The first product is Slack, the messaging app. Honestly, I’m still not 100% certain that it made our lives better at Windsor Circle.  In essence, it moved internal email communications out of gmail and into a new instant messaging paradigm.  While it fit our frenetic societal mentality of instantaneous and omnipresent communication, it blew away some long standing cultural adaptations around email (for example, using the email inbox as a to-do list).  It created yet another place to have to look for institutional knowledge.  But the fire-and-forget format of chat is alluring, and both our sales team and our engineering team had spun up instances and were absolutely in love.  They professed this fascination far and wide…  and people throughout our organization jumped in.  As leader, I finally had to declare that our value of “Single Source of Truth” was being threatened and that we needed to go all in or get all of the way out.  Fearing a complete mutiny, we switched to Slack and made clear corporate guidelines about communicating wholly in Slack for internal discourse and wholly in email for external conversations.  The lesson here, despite my obvious reservations, is that Slack was on fire.  Everyone was talking about it.  Everyone was recommending it.  And their adoption (and valuation) has gone through the roof.

slack-dau-paid-oct16

Source: TechCrunch

Scott’s Cheap Flights

The second is Scott’s Cheap Flights.

The power of this product is its simplicity and the value it creates.  In a nutshell, you sign up to be notified of when an airline drops its prices on certain routes.  It’s as simple as that.  There are no sponsored deals…  no gimmicks…  No clickbait.  He (Scott, presumably) finds when routes go on sale, and emails it to the list when they do.

And I’ve told everybody I know about it.

We saved $2,000 when eight of us (two families of four each) to Spain last year.  We’re saving similarly on a trip to Montreal this summer for 11 of us.

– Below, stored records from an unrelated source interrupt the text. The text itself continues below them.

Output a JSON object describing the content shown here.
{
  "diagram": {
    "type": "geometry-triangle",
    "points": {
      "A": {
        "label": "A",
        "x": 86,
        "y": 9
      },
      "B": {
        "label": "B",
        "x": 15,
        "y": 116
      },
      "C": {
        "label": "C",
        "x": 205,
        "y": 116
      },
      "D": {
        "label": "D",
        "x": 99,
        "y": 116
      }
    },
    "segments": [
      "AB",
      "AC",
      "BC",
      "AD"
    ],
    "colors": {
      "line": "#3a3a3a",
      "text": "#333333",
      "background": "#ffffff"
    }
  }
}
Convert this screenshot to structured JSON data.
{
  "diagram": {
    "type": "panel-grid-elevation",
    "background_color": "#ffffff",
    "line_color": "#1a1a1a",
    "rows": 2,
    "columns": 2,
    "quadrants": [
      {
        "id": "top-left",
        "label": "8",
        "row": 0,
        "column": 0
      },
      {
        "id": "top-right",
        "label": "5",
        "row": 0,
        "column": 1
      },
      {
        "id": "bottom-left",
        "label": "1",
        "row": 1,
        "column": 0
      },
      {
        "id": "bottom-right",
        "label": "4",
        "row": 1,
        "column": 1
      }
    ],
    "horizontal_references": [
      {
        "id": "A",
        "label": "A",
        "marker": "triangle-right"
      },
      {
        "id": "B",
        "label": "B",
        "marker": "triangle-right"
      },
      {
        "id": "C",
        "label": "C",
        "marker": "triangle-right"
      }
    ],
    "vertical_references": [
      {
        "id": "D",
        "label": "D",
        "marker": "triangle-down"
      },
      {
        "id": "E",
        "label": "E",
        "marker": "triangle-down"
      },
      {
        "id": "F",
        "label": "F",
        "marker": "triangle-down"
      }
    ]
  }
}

What’s interesting about this offering is it’s simplicity.  You can’t go to the site and search for deals.  It doesn’t have gizmos and widgets and data science thingys.  It’s just an email a day.  It shows you where the deals are.  It characterizes some insights like “we think this deal will last for 24 hours”.  It has a button that preloads a google flights search with that deal in it.  Super, super simple.  And super, super valuable.

scotts

Lessons About Product Market Fit (PMF)

First things first…  if you’re creating exceptional value in any form, people will be excited about it and share the good news.  If you’re not seeing that virality, you need to work on the product and how your target audience consumes it.  We definitely had a phase at Windsor Circle where we scaled the sales effort on the back of an initial product market fit, and it lead to churn.  We had PMF for innovators but not for the mass market and it caused us a ton of pain because we scaled into the mass market before we’d truly achieved PMF for that segment.  Simply put, the innovators solved for some product deficiencies through creativity and hard work.  The Mass Market wants the “easy button.”  That’s not a knock on the mass market.  It’s a reality check that you have to solve for PMF in phases.

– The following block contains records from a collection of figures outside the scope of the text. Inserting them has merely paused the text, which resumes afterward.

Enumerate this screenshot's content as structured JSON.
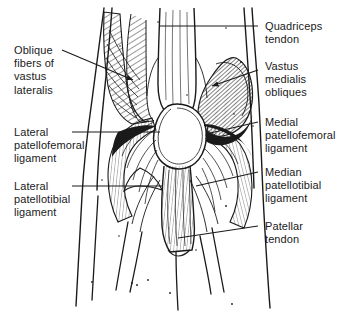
{
  "figure": {
    "kind": "anatomical-line-drawing",
    "view": "anterior",
    "background_color": "#ffffff",
    "ink_color": "#1a1a1a"
  },
  "labels": {
    "left": [
      {
        "id": "oblique-fibers-of-vastus-lateralis",
        "text": "Oblique\nfibers of\nvastus\nlateralis",
        "lines": [
          "Oblique",
          "fibers of",
          "vastus",
          "lateralis"
        ],
        "x": 14,
        "y": 44,
        "leader": "diagonal-arrow"
      },
      {
        "id": "lateral-patellofemoral-ligament",
        "text": "Lateral\npatellofemoral\nligament",
        "lines": [
          "Lateral",
          "patellofemoral",
          "ligament"
        ],
        "x": 14,
        "y": 126,
        "leader": "horizontal"
      },
      {
        "id": "lateral-patellotibial-ligament",
        "text": "Lateral\npatellotibial\nligament",
        "lines": [
          "Lateral",
          "patellotibial",
          "ligament"
        ],
        "x": 14,
        "y": 180,
        "leader": "horizontal"
      }
    ],
    "right": [
      {
        "id": "quadriceps-tendon",
        "text": "Quadriceps\ntendon",
        "lines": [
          "Quadriceps",
          "tendon"
        ],
        "x": 265,
        "y": 20,
        "leader": "horizontal"
      },
      {
        "id": "vastus-medialis-obliques",
        "text": "Vastus\nmedialis\nobliques",
        "lines": [
          "Vastus",
          "medialis",
          "obliques"
        ],
        "x": 265,
        "y": 60,
        "leader": "horizontal"
      },
      {
        "id": "medial-patellofemoral-ligament",
        "text": "Medial\npatellofemoral\nligament",
        "lines": [
          "Medial",
          "patellofemoral",
          "ligament"
        ],
        "x": 265,
        "y": 116,
        "leader": "horizontal"
      },
      {
        "id": "median-patellotibial-ligament",
        "text": "Median\npatellotibial\nligament",
        "lines": [
          "Median",
          "patellotibial",
          "ligament"
        ],
        "x": 265,
        "y": 166,
        "leader": "horizontal"
      },
      {
        "id": "patellar-tendon",
        "text": "Patellar\ntendon",
        "lines": [
          "Patellar",
          "tendon"
        ],
        "x": 265,
        "y": 220,
        "leader": "horizontal"
      }
    ]
  },
  "structures": [
    {
      "id": "patella",
      "name": "Patella",
      "description": "central rounded oval, unshaded"
    },
    {
      "id": "quadriceps-tendon-body",
      "name": "Quadriceps tendon",
      "description": "vertical band above patella"
    },
    {
      "id": "vastus-lateralis-mass",
      "name": "Vastus lateralis",
      "description": "left oblique hatched muscle belly"
    },
    {
      "id": "vastus-medialis-obliquus-mass",
      "name": "Vastus medialis obliquus",
      "description": "right dense hatched muscle bulge"
    },
    {
      "id": "patellar-tendon-body",
      "name": "Patellar tendon",
      "description": "vertical band below patella to tibia"
    },
    {
      "id": "retinaculum-fibers",
      "name": "Retinacular ligament fibers",
      "description": "fine fibers radiating from patella borders"
    }
  ]
}
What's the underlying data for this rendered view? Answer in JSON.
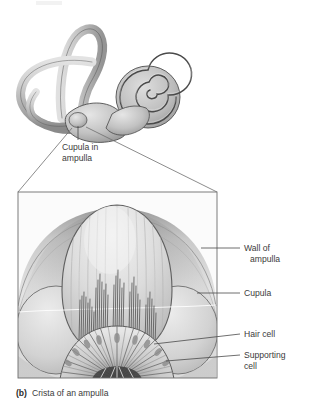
{
  "figure": {
    "caption_marker": "(b)",
    "caption_text": "Crista of an ampulla",
    "title_alt": "Crista of an ampulla"
  },
  "upper_diagram": {
    "name": "bony-labyrinth-of-inner-ear",
    "callout": {
      "line1": "Cupula in",
      "line2": "ampulla"
    },
    "parts": [
      "anterior semicircular canal",
      "posterior semicircular canal",
      "lateral semicircular canal",
      "vestibule",
      "cochlea",
      "ampulla"
    ]
  },
  "detail_diagram": {
    "name": "crista-ampullaris-cross-section",
    "labels": [
      {
        "id": "wall-of-ampulla",
        "line1": "Wall of",
        "line2": "ampulla"
      },
      {
        "id": "cupula",
        "line1": "Cupula",
        "line2": ""
      },
      {
        "id": "hair-cell",
        "line1": "Hair cell",
        "line2": ""
      },
      {
        "id": "supporting-cell",
        "line1": "Supporting",
        "line2": "cell"
      }
    ],
    "structures": {
      "cupula": "gelatinous dome",
      "stereocilia_bundles": 5,
      "crista_epithelium": "fan of columnar supporting cells and hair cells"
    }
  },
  "colors": {
    "ink": "#3b3b3b",
    "line": "#4a4a4a",
    "frame": "#6e6e6e",
    "tissue_light": "#e8e8e8",
    "tissue_mid": "#bdbdbd",
    "tissue_dark": "#8c8c8c",
    "tissue_deep": "#5e5e5e",
    "background": "#ffffff"
  }
}
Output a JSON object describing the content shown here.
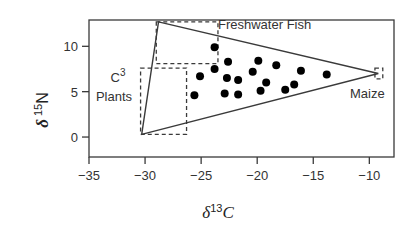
{
  "chart_data": {
    "type": "scatter",
    "title": "",
    "xlabel": "δ13C",
    "ylabel": "δ15N",
    "xlabel_parts": {
      "delta": "δ",
      "sup": "13",
      "element": "C"
    },
    "ylabel_parts": {
      "delta": "δ",
      "sup": "15",
      "element": "N"
    },
    "xlim": [
      -35,
      -7.8
    ],
    "ylim": [
      -2.2,
      12.9
    ],
    "x_ticks": [
      -35,
      -30,
      -25,
      -20,
      -15,
      -10
    ],
    "y_ticks": [
      0,
      5,
      10
    ],
    "grid": false,
    "legend": null,
    "series": [
      {
        "name": "samples",
        "marker": "filled-circle",
        "color": "#000000",
        "points": [
          {
            "x": -25.6,
            "y": 4.6
          },
          {
            "x": -25.1,
            "y": 6.7
          },
          {
            "x": -23.8,
            "y": 7.5
          },
          {
            "x": -23.8,
            "y": 9.9
          },
          {
            "x": -22.6,
            "y": 8.3
          },
          {
            "x": -22.7,
            "y": 6.5
          },
          {
            "x": -22.9,
            "y": 4.8
          },
          {
            "x": -21.7,
            "y": 6.3
          },
          {
            "x": -21.7,
            "y": 4.7
          },
          {
            "x": -20.4,
            "y": 7.2
          },
          {
            "x": -19.9,
            "y": 8.4
          },
          {
            "x": -19.7,
            "y": 5.1
          },
          {
            "x": -19.2,
            "y": 6.0
          },
          {
            "x": -18.3,
            "y": 7.9
          },
          {
            "x": -17.5,
            "y": 5.2
          },
          {
            "x": -16.7,
            "y": 5.8
          },
          {
            "x": -16.1,
            "y": 7.3
          },
          {
            "x": -13.8,
            "y": 6.9
          }
        ]
      }
    ],
    "mixing_triangle": {
      "vertices": [
        {
          "x": -28.8,
          "y": 12.7
        },
        {
          "x": -9.2,
          "y": 7.0
        },
        {
          "x": -30.3,
          "y": 0.3
        }
      ],
      "style": "solid"
    },
    "source_boxes": [
      {
        "name": "Freshwater Fish",
        "label": "Freshwater Fish",
        "x0": -29.0,
        "x1": -23.5,
        "y0": 8.1,
        "y1": 12.7,
        "style": "dashed"
      },
      {
        "name": "C3 Plants",
        "label_line1": "C",
        "label_sup": "3",
        "label_line2": "Plants",
        "x0": -30.4,
        "x1": -26.3,
        "y0": 0.3,
        "y1": 7.6,
        "style": "dashed"
      },
      {
        "name": "Maize",
        "label": "Maize",
        "x0": -9.5,
        "x1": -8.8,
        "y0": 6.4,
        "y1": 7.6,
        "style": "dashed"
      }
    ],
    "annotations": [
      "Freshwater Fish",
      "C3 Plants",
      "Maize"
    ]
  }
}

What could we have interpreted better about these early signals?  We were good at asking for referrals and getting quotes.  We took that as the signal that we had PMF.  A much better indicator would have been a high flow of inbound, unsolicited referrals.  In another way of saying that, our strength in sales and marketing masked a product market fit problem that really only expressed itself once we were in the mass market and started seeing churn due to non-usage.  We’ve corrected a lot of those deficiencies, but only after some harrowing times (a strategic pivot upmarket, a restructuring that cut into a team that I loved dearly, etc).

There’s a completely separate issue here, and that is having enough dollars to innovate against a hard problem long enough to get PMF.  That doesn’t meant that we (I) should be let off the hook for making good strategic decisions…  but there is a reality that if you’re tackling a really hard problem, it may take more time and dollars than you realized when you took that first angel round.

I’ve got a few more posts worth of thoughts about this…  to be continued.